Sunday, September 20, 2009

Rosemary Betterton-An Intimate Distance: Women, Artists and the Body

An Intimate Distance: Women, Artists and the Body
Rosemary Betterton

In Chapter One of “An Intimate Distance: Women, Artists and the Body”, Betterton examines Suzanne Valadon’s “Self Portrait”, in which the artist, 66 years old, presents herself naked and without commiseration. Betterton points out that Valadon’s painting is” intimate”, and at the same time she upholds her body as “an object of representation”(p.7). According to Betterton, when an artist such as Valadon, looks at her representation, she completes that space between “self and others” (p.7). Betterton examines two extremes in the representation of the body - looking at the body, and the embodiment itself. She explains her interest in the analysis of the symbolism of distance and touch in women’s art and how the center of interest in Western art and science is looking. By looking, we establish a distance between the subject and the object. In contrast to Western art theory, feminist theory presents an alternative view of the way we think, see and talk about the body.

These alternatives include examining the “borderline between the biological and the social, the natural and the cultural”(p. 9). The author states that the way the body has been represented in culture and in language is at the core of feminist theory. She mentions the importance that feminist theory has made of the poststructuralist and psychoanalytic work of Foucault and Lacan to question the “notion of a coherent female subject.” (p. 9) Betterton points out that women artists have started to recreate the cultural meaning of the female body as a specifically female experience. Women artists were, in effect, reclaiming the cultural meaning of the female body. In the 1970’s, pornography was a catalyst for the discussion about the representation of the female body that contested the male view of the female body as only genitalia.

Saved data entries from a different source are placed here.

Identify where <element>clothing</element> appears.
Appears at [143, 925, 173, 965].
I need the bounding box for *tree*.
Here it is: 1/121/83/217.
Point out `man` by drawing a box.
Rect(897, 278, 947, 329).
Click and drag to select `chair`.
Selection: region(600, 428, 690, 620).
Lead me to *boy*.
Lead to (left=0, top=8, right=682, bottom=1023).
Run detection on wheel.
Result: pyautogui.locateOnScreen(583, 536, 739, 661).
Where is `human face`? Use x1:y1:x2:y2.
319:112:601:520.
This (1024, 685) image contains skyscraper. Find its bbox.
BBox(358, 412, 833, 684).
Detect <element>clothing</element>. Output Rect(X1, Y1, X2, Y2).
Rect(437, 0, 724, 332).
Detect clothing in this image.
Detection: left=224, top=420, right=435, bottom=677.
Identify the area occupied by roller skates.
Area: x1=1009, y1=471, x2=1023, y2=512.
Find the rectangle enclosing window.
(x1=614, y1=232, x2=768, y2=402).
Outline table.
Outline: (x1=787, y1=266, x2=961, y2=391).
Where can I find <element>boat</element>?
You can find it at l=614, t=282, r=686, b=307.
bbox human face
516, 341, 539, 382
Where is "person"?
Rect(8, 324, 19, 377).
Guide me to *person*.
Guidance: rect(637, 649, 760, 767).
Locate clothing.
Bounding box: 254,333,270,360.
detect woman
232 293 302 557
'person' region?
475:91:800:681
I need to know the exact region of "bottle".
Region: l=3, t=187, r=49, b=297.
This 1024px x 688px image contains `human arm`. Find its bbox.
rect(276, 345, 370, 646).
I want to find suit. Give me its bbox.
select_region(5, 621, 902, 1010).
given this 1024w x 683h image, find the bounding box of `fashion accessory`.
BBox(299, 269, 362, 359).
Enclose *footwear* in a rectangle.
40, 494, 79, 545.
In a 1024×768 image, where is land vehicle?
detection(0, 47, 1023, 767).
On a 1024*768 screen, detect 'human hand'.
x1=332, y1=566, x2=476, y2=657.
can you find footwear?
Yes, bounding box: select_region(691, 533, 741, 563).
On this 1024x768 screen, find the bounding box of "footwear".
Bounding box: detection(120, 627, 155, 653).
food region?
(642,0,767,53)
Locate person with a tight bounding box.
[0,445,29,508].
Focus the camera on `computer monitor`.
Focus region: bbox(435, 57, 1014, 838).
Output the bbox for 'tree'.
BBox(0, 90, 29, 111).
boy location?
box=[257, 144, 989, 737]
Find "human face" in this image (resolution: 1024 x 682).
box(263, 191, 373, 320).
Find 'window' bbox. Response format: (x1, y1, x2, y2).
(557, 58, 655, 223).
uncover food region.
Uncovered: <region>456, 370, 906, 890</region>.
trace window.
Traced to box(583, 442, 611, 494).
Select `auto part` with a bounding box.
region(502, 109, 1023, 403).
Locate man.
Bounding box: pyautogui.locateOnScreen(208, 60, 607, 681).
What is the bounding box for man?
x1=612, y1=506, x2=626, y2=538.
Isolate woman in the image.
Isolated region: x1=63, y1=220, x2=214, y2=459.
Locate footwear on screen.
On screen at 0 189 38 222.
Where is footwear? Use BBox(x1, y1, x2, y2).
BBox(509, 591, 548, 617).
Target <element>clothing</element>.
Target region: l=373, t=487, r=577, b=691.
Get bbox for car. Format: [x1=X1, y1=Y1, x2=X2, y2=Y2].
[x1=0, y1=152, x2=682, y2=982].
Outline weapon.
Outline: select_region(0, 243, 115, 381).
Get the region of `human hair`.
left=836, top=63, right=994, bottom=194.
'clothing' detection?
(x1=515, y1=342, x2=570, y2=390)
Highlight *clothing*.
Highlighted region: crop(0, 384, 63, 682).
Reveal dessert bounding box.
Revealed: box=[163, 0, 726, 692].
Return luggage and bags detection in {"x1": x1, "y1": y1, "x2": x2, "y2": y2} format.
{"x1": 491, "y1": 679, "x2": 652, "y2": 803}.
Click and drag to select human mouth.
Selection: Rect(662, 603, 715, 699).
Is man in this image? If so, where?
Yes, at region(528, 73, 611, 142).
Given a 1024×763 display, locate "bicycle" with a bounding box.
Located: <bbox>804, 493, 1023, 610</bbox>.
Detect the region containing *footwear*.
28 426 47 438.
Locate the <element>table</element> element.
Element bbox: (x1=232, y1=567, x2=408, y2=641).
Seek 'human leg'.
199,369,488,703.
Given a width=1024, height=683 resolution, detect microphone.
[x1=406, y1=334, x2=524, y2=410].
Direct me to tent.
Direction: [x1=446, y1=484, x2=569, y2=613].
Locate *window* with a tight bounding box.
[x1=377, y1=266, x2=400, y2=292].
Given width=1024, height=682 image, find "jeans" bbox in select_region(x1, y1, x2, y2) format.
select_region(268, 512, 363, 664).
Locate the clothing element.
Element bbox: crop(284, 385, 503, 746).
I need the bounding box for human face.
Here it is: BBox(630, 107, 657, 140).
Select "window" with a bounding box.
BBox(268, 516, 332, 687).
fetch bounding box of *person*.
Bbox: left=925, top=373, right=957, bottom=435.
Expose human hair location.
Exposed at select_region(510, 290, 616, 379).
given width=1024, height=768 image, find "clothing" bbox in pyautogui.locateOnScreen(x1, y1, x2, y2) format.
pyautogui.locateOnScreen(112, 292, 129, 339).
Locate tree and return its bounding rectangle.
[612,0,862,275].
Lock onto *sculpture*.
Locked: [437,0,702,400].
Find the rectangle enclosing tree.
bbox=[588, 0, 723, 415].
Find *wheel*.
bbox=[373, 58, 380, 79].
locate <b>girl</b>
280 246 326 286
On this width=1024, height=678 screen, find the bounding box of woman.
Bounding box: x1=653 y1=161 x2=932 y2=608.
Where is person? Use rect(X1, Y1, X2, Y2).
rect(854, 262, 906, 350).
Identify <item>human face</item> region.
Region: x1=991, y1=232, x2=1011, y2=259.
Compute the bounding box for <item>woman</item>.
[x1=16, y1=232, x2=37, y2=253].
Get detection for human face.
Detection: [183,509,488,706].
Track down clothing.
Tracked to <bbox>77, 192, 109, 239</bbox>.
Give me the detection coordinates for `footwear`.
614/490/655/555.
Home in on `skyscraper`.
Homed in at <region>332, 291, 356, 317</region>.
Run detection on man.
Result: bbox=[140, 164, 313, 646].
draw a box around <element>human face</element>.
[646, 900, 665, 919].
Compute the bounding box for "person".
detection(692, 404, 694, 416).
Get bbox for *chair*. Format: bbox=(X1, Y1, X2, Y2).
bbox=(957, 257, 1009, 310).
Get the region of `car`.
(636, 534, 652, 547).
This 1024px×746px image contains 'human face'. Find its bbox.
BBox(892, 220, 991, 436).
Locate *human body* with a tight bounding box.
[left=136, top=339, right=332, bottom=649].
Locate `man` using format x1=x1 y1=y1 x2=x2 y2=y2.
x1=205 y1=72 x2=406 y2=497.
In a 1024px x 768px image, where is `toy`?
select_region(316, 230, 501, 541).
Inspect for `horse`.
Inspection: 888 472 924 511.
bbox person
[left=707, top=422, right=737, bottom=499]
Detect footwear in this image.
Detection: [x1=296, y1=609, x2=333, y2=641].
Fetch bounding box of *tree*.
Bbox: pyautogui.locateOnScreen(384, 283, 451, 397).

The author points out that the analysis of aesthetics was a point of debate in feminist theory in the 70’s. The deconstruction of the traditional representation of women’s body became a central point for women artists. Rejecting traditional art forms like painting, feminist artists turned to methods and genres that allowed them to deconstruct the image of the female such as text, performance, and photo. The author explains that deconstruction represents an important tool to analyze “cultural forms and women’s oppression”(p11), and points out that if women artists want to represent their bodies, that it should be out of the “male gaze frame”.

To define the relationship between looking and embodiment, Betterton uses a comparison between Roland Barthes who stated that the only possibility to see our body is through existing cultural codes, and Luce Irigaray who rejected the idea of the image of women as re-duplicating male gaze, and states that the relationship to the body and its representation has been the center of debate in feminist visual theory.
Back to Roland Barthes - the author shows other interpretations about the body in representation, in his essay, “The Grain of the Voice”. He suggests another way to see the body, as a relationship “based on looking and one based on other senses” (p.13). For Luce Irigaray, the look has been privileged over other senses.

In the section ”Social Bodies”, the author points out the tendency of Western culture to establish dichotomies. Women have been categorized as inferior and aligned with nature, different from the category of the white, male, middle class. Males have been defined as rational (the mind) and women as just the body. The body has been defined as a “binary term of difference”. The author states the difference between identity as a result of social discourse, and embodiment. According to her, modern feminism has responded to this position about the body in two ways: taking the liberal theory of equal rights, but leaving out specific status of women, and adopting sexual differences, and affirming the idea of nature as something positive, but not questioning “male rationality”(p.14).

In the last part of Chapter One, Betterton describes how feminist theory has defined the body as the point of “social and political inscription rather than giving a biological veracity”(p.15). In contrast, the author presents the feminist literature of science in a progressive level in the deconstructive analysis of the sexual difference, by presenting the interaction of cultural, and biological parts in the female body.